EXCERPTS
Some daycares in rural parts of P.E.I. could have trouble enrolling enough children to qualify for new provincial funding.
The new money for early childhood development, announced Friday, comes with a lot of conditions attached: a provincial curriculum, certification for all teachers, accepting infants, accepting children with special needs. Elizabeth Jeffery, who runs Little Wonders Early Learning Centre in Charlottetown, is happy to meet those conditions.
"If the government is going to give us money to run these quality programs, then I think we need to step up and take the training that needs to happen," Jeffery told CBC News Monday.
But there is one condition that concerns some operators in rural areas of the province, a minimum enrolment of 40 students.
Shelly MacDonald-Manning runs the Down to Earth Child Care Centre in the East Point area. She wants to become a part of the provincial system and is happy to put her staff through the proper training, but she doesn't know how she could reach that enrollment.
"We're at our max, and we are for the fall as well, so we have our 20 and that's working fine," said MacDonald-Manning.

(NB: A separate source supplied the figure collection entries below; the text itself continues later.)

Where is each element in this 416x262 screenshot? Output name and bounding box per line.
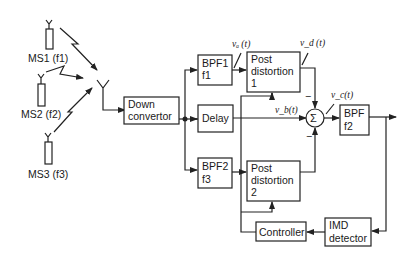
down-convertor-label-2: convertor: [128, 110, 172, 122]
down-convertor-label-1: Down: [128, 98, 155, 110]
ms1-station: MS1 (f1): [28, 20, 68, 64]
bpf-f2-label-1: BPF: [344, 107, 364, 119]
va-pointer: [234, 53, 241, 68]
ms3-label: MS3 (f3): [28, 168, 68, 180]
block-diagram: MS1 (f1) MS2 (f2) MS3 (f3) Down converto…: [0, 0, 416, 262]
vc-signal-label: v_c(t): [331, 90, 353, 101]
vd-pointer: [302, 53, 308, 65]
bpf-f2-label-2: f2: [344, 120, 353, 132]
va-signal-label: vₐ (t): [232, 39, 250, 50]
vd-signal-label: v_d (t): [300, 38, 325, 49]
bpf1-label-2: f1: [202, 69, 211, 81]
imd-label-2: detector: [329, 232, 367, 244]
wire-to-bpf2: [185, 119, 197, 170]
ms3-handset: [45, 142, 52, 164]
feedback-to-pd2: [241, 202, 272, 212]
ms1-label: MS1 (f1): [28, 52, 68, 64]
wire-pd1-sum: [300, 68, 315, 108]
vb-signal-label: v_b(t): [275, 105, 298, 116]
pd1-label-1: Post: [251, 53, 272, 65]
receive-antenna-icon: [97, 80, 125, 110]
pd2-label-2: distortion: [251, 174, 294, 186]
sigma-symbol: Σ: [310, 112, 317, 124]
imd-label-1: IMD: [329, 219, 349, 231]
antenna-icon: [38, 74, 44, 84]
bpf1-label-1: BPF1: [202, 57, 228, 69]
pd1-label-3: 1: [251, 77, 257, 89]
pd2-label-3: 2: [251, 186, 257, 198]
pd1-label-2: distortion: [251, 65, 294, 77]
antenna-icon: [45, 133, 51, 142]
bpf2-label-2: f3: [202, 173, 211, 185]
wire-to-imd: [372, 117, 386, 231]
ms2-handset: [38, 84, 45, 106]
ms1-handset: [46, 29, 53, 49]
minus-sign-bottom: −: [306, 130, 312, 142]
pd2-label-1: Post: [251, 162, 272, 174]
antenna-icon: [46, 20, 52, 29]
minus-sign-top: −: [305, 90, 311, 102]
controller-label: Controller: [259, 226, 305, 238]
vc-pointer: [326, 104, 334, 114]
delay-label: Delay: [202, 112, 230, 124]
bpf2-label-1: BPF2: [202, 160, 228, 172]
ms2-radio-link: [46, 66, 83, 78]
ms2-label: MS2 (f2): [21, 108, 61, 120]
ms2-station: MS2 (f2): [21, 74, 61, 120]
wire-to-bpf1: [185, 70, 197, 119]
ms3-station: MS3 (f3): [28, 133, 68, 180]
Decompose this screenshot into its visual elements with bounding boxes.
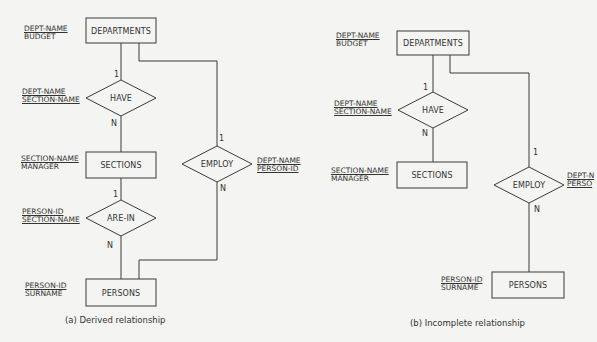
entity-label: PERSONS [102,289,141,298]
conn-departments-employ [139,43,217,146]
attrs-departments-b: DEPT-NAME BUDGET [336,32,380,48]
entity-sections: SECTIONS [397,162,467,188]
cardinality-employ-top: 1 [533,148,538,157]
attrs-sections-a: SECTION-NAME MANAGER [21,155,79,171]
diagram-a: DEPARTMENTS SECTIONS PERSONS HAVE ARE-IN [86,18,252,306]
relationship-label: ARE-IN [107,214,135,223]
relationship-have: HAVE [86,80,156,116]
entity-label: SECTIONS [411,171,452,180]
attrs-persons-a: PERSON-ID SURNAME [25,282,66,298]
key-attribute: SECTION-NAME [22,96,80,104]
attribute: BUDGET [24,33,68,41]
cardinality-have-bottom: N [111,119,117,128]
attrs-persons-b: PERSON-ID SURNAME [441,276,482,292]
attrs-arein-a: PERSON-ID SECTION-NAME [22,208,80,224]
attribute: SURNAME [441,284,482,292]
relationship-employ: EMPLOY [494,167,564,203]
cardinality-employ-top: 1 [219,134,224,143]
relationship-label: HAVE [422,106,444,115]
key-attribute: PERSON-ID [257,165,301,173]
conn-employ-persons [139,182,217,279]
cardinality-employ-bottom: N [534,205,540,214]
cardinality-have-top: 1 [423,83,428,92]
attrs-employ-b: DEPT-N PERSO [567,172,594,188]
attrs-have-b: DEPT-NAME SECTION-NAME [334,100,392,116]
key-attribute: SECTION-NAME [334,108,392,116]
attrs-sections-b: SECTION-NAME MANAGER [331,167,389,183]
relationship-employ: EMPLOY [182,146,252,182]
key-attribute: SECTION-NAME [22,216,80,224]
cardinality-have-top: 1 [114,70,119,79]
relationship-label: EMPLOY [201,160,233,169]
attribute: BUDGET [336,40,380,48]
cardinality-have-bottom: N [422,129,428,138]
entity-persons: PERSONS [86,279,156,306]
caption-derived-relationship: (a) Derived relationship [65,315,166,325]
conn-departments-employ [450,55,529,167]
diagram-b: DEPARTMENTS SECTIONS PERSONS HAVE EMPLOY… [397,31,564,298]
key-attribute: PERSO [567,180,594,188]
entity-label: DEPARTMENTS [91,27,151,36]
er-diagram-figure: DEPARTMENTS SECTIONS PERSONS HAVE ARE-IN [0,0,597,342]
cardinality-employ-bottom: N [220,184,226,193]
relationship-are-in: ARE-IN [86,200,156,236]
attrs-departments-a: DEPT-NAME BUDGET [24,25,68,41]
attribute: MANAGER [331,175,389,183]
attribute: SURNAME [25,290,66,298]
attribute: MANAGER [21,163,79,171]
entity-departments: DEPARTMENTS [86,18,156,43]
attrs-have-a: DEPT-NAME SECTION-NAME [22,88,80,104]
relationship-label: EMPLOY [513,181,545,190]
attrs-employ-a: DEPT-NAME PERSON-ID [257,157,301,173]
cardinality-arein-bottom: N [107,241,113,250]
relationship-have: HAVE [398,92,468,128]
entity-departments: DEPARTMENTS [397,31,469,55]
cardinality-arein-top: 1 [113,190,118,199]
relationship-label: HAVE [110,94,132,103]
entity-label: DEPARTMENTS [403,39,463,48]
entity-label: PERSONS [509,281,548,290]
entity-persons: PERSONS [492,272,564,298]
entity-sections: SECTIONS [86,152,156,178]
entity-label: SECTIONS [100,161,141,170]
caption-incomplete-relationship: (b) Incomplete relationship [410,318,525,328]
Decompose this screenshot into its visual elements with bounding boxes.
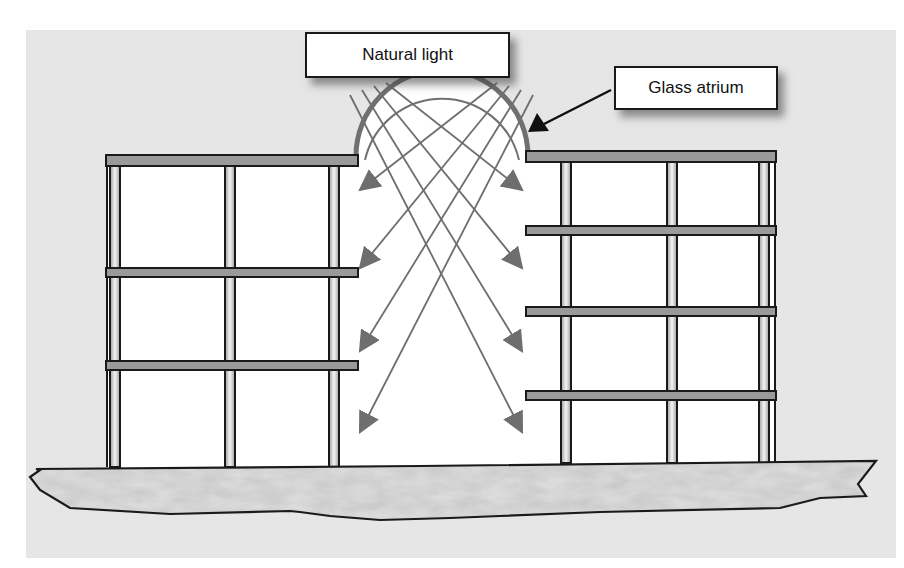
right-building-roof-slab: [526, 151, 776, 162]
left-building-floor-slab-2: [106, 361, 358, 370]
glass-atrium-text: Glass atrium: [648, 78, 743, 98]
right-building-floor-slab-3: [526, 391, 776, 400]
right-building-floor-slab-2: [526, 307, 776, 316]
diagram-root: Natural light Glass atrium: [0, 0, 904, 568]
natural-light-label: Natural light: [305, 32, 510, 78]
left-building-floor-slab-1: [106, 268, 358, 277]
glass-atrium-label: Glass atrium: [614, 66, 778, 110]
left-building-roof-slab: [106, 155, 358, 166]
left-building-column-2: [225, 166, 235, 467]
left-building-column-3: [329, 166, 339, 467]
natural-light-text: Natural light: [362, 45, 453, 65]
left-building-column-1: [110, 166, 120, 467]
right-building-floor-slab-1: [526, 226, 776, 235]
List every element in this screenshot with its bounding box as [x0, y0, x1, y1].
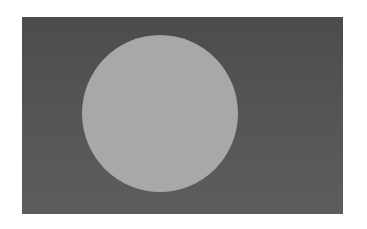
light-gray-circle	[82, 35, 238, 192]
image-canvas	[0, 0, 367, 229]
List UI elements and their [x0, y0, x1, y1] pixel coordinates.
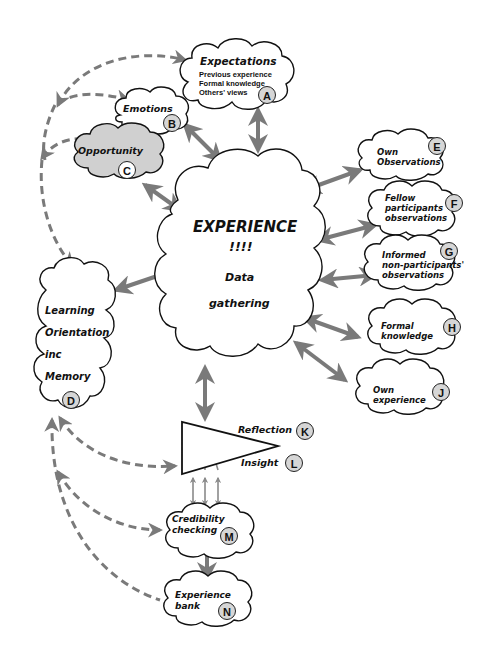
own-experience-line-1: Own: [373, 386, 394, 395]
badge-c: C: [118, 161, 136, 179]
center-line2: gathering: [209, 298, 270, 310]
emotions-label: Emotions: [123, 104, 173, 114]
expectations-label: Expectations: [200, 56, 276, 67]
own-experience-line-2: experience: [373, 396, 426, 405]
center-exclaim: !!!!: [229, 240, 253, 254]
informed-line-2: non-participants': [382, 261, 464, 270]
cloud-own-observations: [358, 129, 443, 180]
cloud-own-experience: [356, 359, 444, 414]
own-observations-line-1: Own: [377, 148, 398, 157]
expectations-line-1: Previous experience: [199, 70, 272, 79]
learning-line-1: Learning: [45, 306, 95, 317]
learning-line-4: Memory: [45, 372, 90, 383]
badge-f: F: [445, 194, 463, 212]
fellow-line-1: Fellow: [385, 194, 415, 203]
insight-label: Insight: [241, 458, 278, 468]
reflection-label: Reflection: [238, 425, 292, 435]
informed-line-1: Informed: [382, 251, 426, 260]
credibility-line-1: Credibility: [172, 515, 225, 524]
badge-k: K: [296, 422, 314, 440]
experience-bank-line-2: bank: [175, 602, 200, 611]
fellow-line-3: observations: [385, 214, 447, 223]
badge-h: H: [443, 318, 461, 336]
learning-line-3: inc: [45, 350, 61, 361]
badge-d: D: [62, 391, 80, 409]
credibility-line-2: checking: [172, 526, 217, 535]
opportunity-label: Opportunity: [78, 146, 143, 156]
badge-e: E: [428, 137, 446, 155]
badge-n: N: [218, 602, 236, 620]
badge-a: A: [258, 86, 276, 104]
learning-line-2: Orientation: [45, 328, 110, 339]
fellow-line-2: participants: [385, 204, 443, 213]
informed-line-3: observations: [382, 271, 444, 280]
own-observations-line-2: Observations: [377, 158, 441, 167]
center-title: EXPERIENCE: [193, 220, 297, 236]
expectations-line-2: Formal knowledge: [199, 79, 265, 88]
formal-knowledge-line-1: Formal: [381, 322, 414, 331]
badge-l: L: [285, 454, 303, 472]
badge-b: B: [163, 114, 181, 132]
expectations-line-3: Others' views: [199, 88, 247, 97]
formal-knowledge-line-2: knowledge: [381, 332, 433, 341]
badge-j: J: [432, 383, 450, 401]
badge-m: M: [220, 527, 238, 545]
badge-g: G: [440, 242, 458, 260]
center-line1: Data: [225, 272, 254, 284]
experience-bank-line-1: Experience: [175, 591, 231, 600]
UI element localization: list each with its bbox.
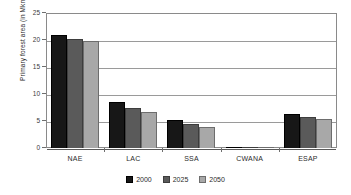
- y-axis-tick-label: 25: [33, 8, 40, 17]
- bar: [300, 117, 316, 148]
- bar-group-bars: [46, 13, 104, 148]
- bar: [226, 147, 242, 148]
- x-axis-tick-mark: [104, 148, 105, 152]
- legend-swatch-icon: [126, 176, 133, 183]
- legend-item[interactable]: 2025: [163, 176, 189, 183]
- x-axis-label: NAE: [46, 155, 104, 162]
- bar: [141, 112, 157, 148]
- bar: [167, 120, 183, 148]
- y-axis-title: Primary forest area (in Mkm2): [18, 0, 26, 107]
- y-axis-tick-label: 5: [36, 116, 40, 125]
- bar: [67, 39, 83, 148]
- legend-label: 2025: [173, 176, 189, 183]
- bar: [83, 41, 99, 148]
- bar: [51, 35, 67, 148]
- legend-swatch-icon: [163, 176, 170, 183]
- bar: [284, 114, 300, 148]
- x-axis-tick-mark: [162, 148, 163, 152]
- y-axis-title-text: Primary forest area (in Mkm: [19, 0, 26, 81]
- x-axis-tick-mark: [279, 148, 280, 152]
- y-axis-tick-label: 10: [33, 89, 40, 98]
- bar-group: [279, 13, 337, 148]
- bar-group-bars: [221, 13, 279, 148]
- bar: [109, 102, 125, 148]
- bar: [258, 147, 274, 148]
- bar: [199, 127, 215, 148]
- bar: [125, 108, 141, 148]
- bar: [183, 124, 199, 148]
- bar-group-bars: [162, 13, 220, 148]
- y-axis-tick-label: 15: [33, 62, 40, 71]
- x-axis-label: CWANA: [221, 155, 279, 162]
- bar-group: [46, 13, 104, 148]
- legend-item[interactable]: 2000: [126, 176, 152, 183]
- x-axis-label: SSA: [162, 155, 220, 162]
- x-axis-label: LAC: [104, 155, 162, 162]
- legend-label: 2000: [136, 176, 152, 183]
- gridline: [47, 149, 336, 150]
- bar-group: [104, 13, 162, 148]
- bar: [316, 119, 332, 148]
- bar-group: [221, 13, 279, 148]
- chart-legend: 200020252050: [0, 176, 351, 183]
- bar-chart: Primary forest area (in Mkm2) 2520151050…: [0, 0, 351, 195]
- legend-swatch-icon: [199, 176, 206, 183]
- y-axis-tick-label: 0: [36, 143, 40, 152]
- legend-item[interactable]: 2050: [199, 176, 225, 183]
- bar: [242, 147, 258, 148]
- bar-group-bars: [279, 13, 337, 148]
- legend-label: 2050: [209, 176, 225, 183]
- bar-group-bars: [104, 13, 162, 148]
- x-axis-label: ESAP: [279, 155, 337, 162]
- bar-group: [162, 13, 220, 148]
- x-axis-tick-mark: [221, 148, 222, 152]
- y-axis-tick-label: 20: [33, 35, 40, 44]
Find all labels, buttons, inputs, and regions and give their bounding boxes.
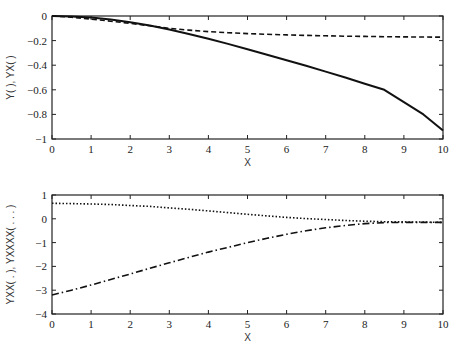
bottom-plot: 01234567891010−1−2−3−4XYXX( . ), YXXXX( … (5, 189, 449, 343)
x-tick-label: 2 (127, 318, 133, 330)
x-tick-label: 0 (49, 143, 55, 155)
plot-frame (52, 16, 443, 139)
top-plot: 0123456789100−0.2−0.4−0.6−0.8−1XY( ), YX… (5, 10, 449, 168)
x-tick-label: 8 (362, 318, 368, 330)
x-tick-label: 1 (88, 143, 94, 155)
x-tick-label: 9 (401, 143, 407, 155)
y-tick-label: 0 (42, 10, 48, 22)
x-tick-label: 6 (284, 318, 290, 330)
x-tick-label: 3 (167, 143, 173, 155)
x-tick-label: 8 (362, 143, 368, 155)
y-tick-label: 1 (42, 189, 48, 201)
x-tick-label: 4 (206, 143, 212, 155)
y-axis-label: Y( ), YX( ) (5, 55, 16, 99)
x-tick-label: 7 (323, 318, 329, 330)
y-tick-label: −0.8 (27, 108, 47, 120)
x-tick-label: 4 (206, 318, 212, 330)
x-tick-label: 10 (438, 318, 450, 330)
y-tick-label: −0.6 (27, 84, 47, 96)
x-tick-label: 5 (245, 143, 251, 155)
x-tick-label: 9 (401, 318, 407, 330)
x-tick-label: 0 (49, 318, 55, 330)
plot-frame (52, 195, 443, 314)
y-tick-label: −1 (35, 133, 47, 145)
y-tick-label: −1 (35, 237, 47, 249)
y-tick-label: −2 (35, 260, 47, 272)
x-tick-label: 2 (127, 143, 133, 155)
x-tick-label: 3 (167, 318, 173, 330)
series-yxx-line (52, 203, 443, 222)
x-axis-label: X (244, 332, 251, 343)
y-tick-label: 0 (42, 213, 48, 225)
y-tick-label: −0.4 (27, 59, 47, 71)
x-axis-label: X (244, 157, 251, 168)
x-tick-label: 6 (284, 143, 290, 155)
y-tick-label: −3 (35, 284, 47, 296)
y-tick-label: −4 (35, 308, 47, 320)
chart-figure: 0123456789100−0.2−0.4−0.6−0.8−1XY( ), YX… (0, 0, 459, 354)
y-axis-label: YXX( . ), YXXXX( . . . ) (5, 205, 16, 305)
y-tick-label: −0.2 (27, 35, 47, 47)
x-tick-label: 5 (245, 318, 251, 330)
series-yxxxx-line (52, 222, 443, 295)
x-tick-label: 7 (323, 143, 329, 155)
x-tick-label: 1 (88, 318, 94, 330)
x-tick-label: 10 (438, 143, 450, 155)
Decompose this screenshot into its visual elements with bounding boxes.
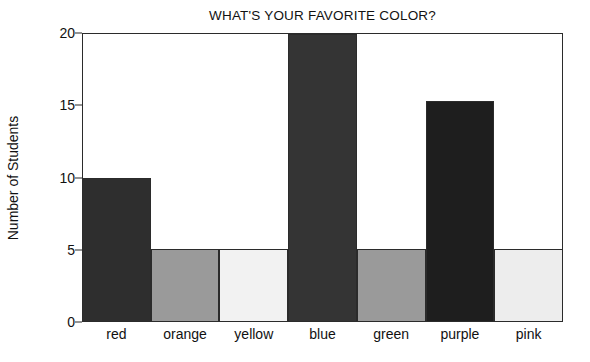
x-tick-label-pink: pink	[494, 326, 563, 342]
bar-series	[83, 34, 562, 321]
bar-orange	[151, 249, 220, 321]
y-tick-mark-0	[75, 322, 82, 323]
x-tick-label-orange: orange	[151, 326, 220, 342]
y-tick-mark-10	[75, 177, 82, 178]
x-tick-label-green: green	[357, 326, 426, 342]
bar-purple	[426, 101, 495, 321]
y-tick-label-10: 10	[35, 170, 75, 186]
x-tick-label-blue: blue	[288, 326, 357, 342]
bar-pink	[494, 249, 562, 321]
x-axis-tick-labels: redorangeyellowbluegreenpurplepink	[82, 326, 563, 342]
y-axis-title-container: Number of Students	[0, 33, 26, 322]
y-tick-label-5: 5	[35, 242, 75, 258]
x-tick-label-purple: purple	[426, 326, 495, 342]
plot-area	[82, 33, 563, 322]
y-tick-mark-5	[75, 249, 82, 250]
bar-chart: WHAT'S YOUR FAVORITE COLOR? Number of St…	[0, 0, 590, 362]
chart-title: WHAT'S YOUR FAVORITE COLOR?	[82, 8, 563, 23]
bar-yellow	[219, 249, 288, 321]
y-tick-mark-20	[75, 33, 82, 34]
x-tick-label-yellow: yellow	[219, 326, 288, 342]
y-tick-label-20: 20	[35, 25, 75, 41]
y-axis-title: Number of Students	[5, 115, 21, 240]
y-tick-label-15: 15	[35, 97, 75, 113]
bar-red	[83, 178, 151, 322]
x-tick-label-red: red	[82, 326, 151, 342]
bar-blue	[288, 34, 357, 321]
y-tick-label-0: 0	[35, 314, 75, 330]
bar-green	[357, 249, 426, 321]
y-tick-mark-15	[75, 105, 82, 106]
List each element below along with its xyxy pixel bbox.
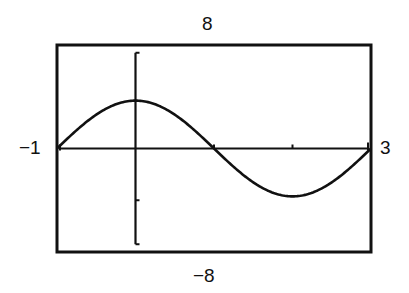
- ymin-label: −8: [193, 266, 215, 285]
- ymax-label: 8: [202, 14, 213, 33]
- xmax-label: 3: [380, 138, 391, 157]
- xmin-label: −1: [19, 138, 41, 157]
- graph-window: [0, 0, 409, 293]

"Above and beyond 20, I'm not so sure. That's a big number for East Point."
The province has said it will be making exceptions to the 40-child rule. In some rural areas where there's only one daycare with fewer than 40 children to look after the province will allow that daycare to become an Early Years Centre. But if there's two or three daycares in one area with smaller numbers, the province said they'll have to band together.
"I'm quite a distance away from another centre," said MacDonald-Manning.
"I really want us to able to stay in this community. This community has supported me wonderfully,"
Operators have one month to decide whether they want to join the new provincial system for the fall. A lot of them say they want more specifics from the government before they make a decision.